Perhaps the scariest thing that undeniably affects almost everyone is the horror of family. This is something that might make itself just that much more obvious during the holidays. As the world gears up for Christmas, Hanukkah, and the New Year, it will be interesting to look at two modern movies that take advantage of the pressures and tensions created by familial structures and exploit them for their possibility of terror. Both Hereditary and the newly released The Dark and The Wicked build the aspects of their horror narratives upon the mundane circumstances that the institution of family presents in many people’s lives.
Hereditary, released in 2018, has easily made itself a classic among many horror fans and film buffs everywhere. As an instant hit, the movie relied upon many shock value moments and scenes that easily stick with and haunt viewers with their explicit nature. Hereditary tells the story of a family’s grief after their grandmother passes away, who had helped raise the family’s youngest daughter Charlie in her lifetime. The real guts of the plot begin when mother and artist Annie allows her teenage son Peter to attend a party, so long as he brings his younger sister along with him. At the party Charlie suffers a severe allergic reaction and Peter finds her after smoking weed and immediately attempts to rush her to the hospital. After a car accident, Peter heads back home, only for Annie to find Charlie’s decapitated body the next morning. From this point on the plot escalates in terms of horror. After Annie attempts to contact her dead daughter things start getting more and more supernatural, with strange lights and sounds appearing throughout the house, fires alighting, alarming dreams for most of the family members, and violent physical possessions. In the end, it is clear that Peter’s fate has been sealed by his sister’s death and he is bound to become something evil, at the hands of his grandmother’s hidden, occult past.
The Dark and The Wicked takes on a similar plot in that it revolves around the death of an elderly family member. Louise and Michael head home after their father’s condition worsens, as he is already bed ridden. Their mother seems more off than ever too, telling the siblings they shouldn’t have returned home. Their mother kills herself in the family’s goat barn, and the two siblings are left to fend for their father’s life among the treacherous, paranormal conditions that seem to have taken hold of the farm. It becomes more and more evident that the Devil is present on the rural property, and it is up to the love of the siblings to save the deteriorating body of their immobile father.
Aesthetically, the two films are very aligned, with both using dark lighting and ambiance to create haunting family homes that are terrifying within themselves and their architecture. The menacing settings take on different nuances of the mundane, with Hereditary being set in a semi-remote, possibly suburban area crowded with woodlands. The Dark and The Wicked takes a different direction with a more rural setting, in which horror seems to breed itself. Both settings are brooding with horror, as they situate the protagonists as isolated in dark pockets of life among the vast and threatening wilderness that surrounds them. It is the remoteness of Hereditary’s various scenes, especially the party one, which undeniably build the tension of horrific moments. Had the hospital been located any closer, Charlie would have been able to get there via ambulance, avoiding her death all together. Had the farm from The Dark and The Wicked been located closer to a hospital, the father’s body could have been transported there. Had the two siblings not been so isolated in the countryside, they would have been able to reach out to the police or mental health authorities for help as the Devil creeped closer and closer.
Both films also rely upon the idea of familial mortality and the occult to build up the themes of their horror plots. In this way, these two films establish a new subgenre of horror in modern times, that of family horror, which relies upon death, familial connection, and the exploitation of love by supernatural forces to find success as horror narratives. The explosive and scary grief that Annie experiences after the death of her daughter exemplifies the intense level of familial bond that was shared between the two. Annie lashing out at Peter over family dinner is one of the most iconic scenes of Hereditary and is scary despite not being horrifying, due to the sheer rage that Toni Collette expresses. The bond shared between Charlie and Annie’s dead mother also is the inciting bond for the entirety of the narrative, with Charlie chosen as a host for the demon that the grandmother had worshipped. Had the bond between the grandmother and granddaughter had not been so strong and exploited to such the extent that it was, Hereditary would have been a very different movie.
In The Dark and The Wicked, the dying, bedridden father is the inciting element for the entirety of the film’s plot. His deteriorating health conditions prompts the two siblings to come back to the farm and incentivizes them to stay, even after their mother’s on-site suicide. The bond between father and child keeps the pair of siblings around even as supernatural things begin to torment them day in and day out. The day nurse, who comes to tend to their father for a shift a day, tells Louise and Michael that it is their love for their father which prevents the Devil from inhabiting his form and taking his soul. The two try their hardest to keep the bond of love alive and protect their father and the weight put on this bond situates this film into a similar category as the modern classic Hereditary.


**Your assignment:** Among the entries that follow, find the lines containing the string "chart" and copy them.

**Stored data:**
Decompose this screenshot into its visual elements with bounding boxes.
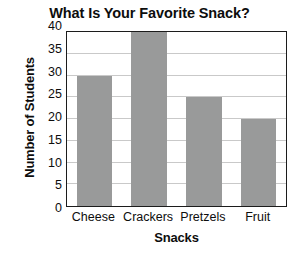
x-tick-label-cheese: Cheese — [66, 209, 121, 225]
bar-crackers — [131, 32, 166, 206]
y-tick-label: 20 — [26, 111, 62, 123]
x-axis-title: Snacks — [66, 230, 287, 245]
x-tick-label-fruit: Fruit — [230, 209, 285, 225]
y-tick-label: 10 — [26, 157, 62, 169]
y-axis-tick-labels: 0510152025303540 — [26, 26, 62, 208]
chart-title: What Is Your Favorite Snack? — [0, 5, 299, 21]
plot-area — [66, 31, 287, 207]
y-tick-label: 15 — [26, 134, 62, 146]
bar-cheese — [77, 76, 112, 207]
y-tick-label: 25 — [26, 88, 62, 100]
y-tick-label: 0 — [26, 202, 62, 214]
gridline — [67, 53, 286, 54]
bar-pretzels — [186, 97, 221, 206]
x-tick-label-pretzels: Pretzels — [176, 209, 231, 225]
y-tick-label: 5 — [26, 179, 62, 191]
x-tick-label-crackers: Crackers — [121, 209, 176, 225]
y-tick-label: 30 — [26, 66, 62, 78]
y-tick-label: 35 — [26, 43, 62, 55]
bar-fruit — [241, 119, 276, 206]
bar-chart-figure: What Is Your Favorite Snack? Number of S… — [0, 0, 299, 262]
y-tick-label: 40 — [26, 20, 62, 32]
x-axis-tick-labels: CheeseCrackersPretzelsFruit — [66, 209, 287, 229]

**Exercise answer:**
chart-title: What Is Your Favorite Snack? — [0, 5, 299, 21]
bar-chart-figure: What Is Your Favorite Snack? Number of S… — [0, 0, 299, 262]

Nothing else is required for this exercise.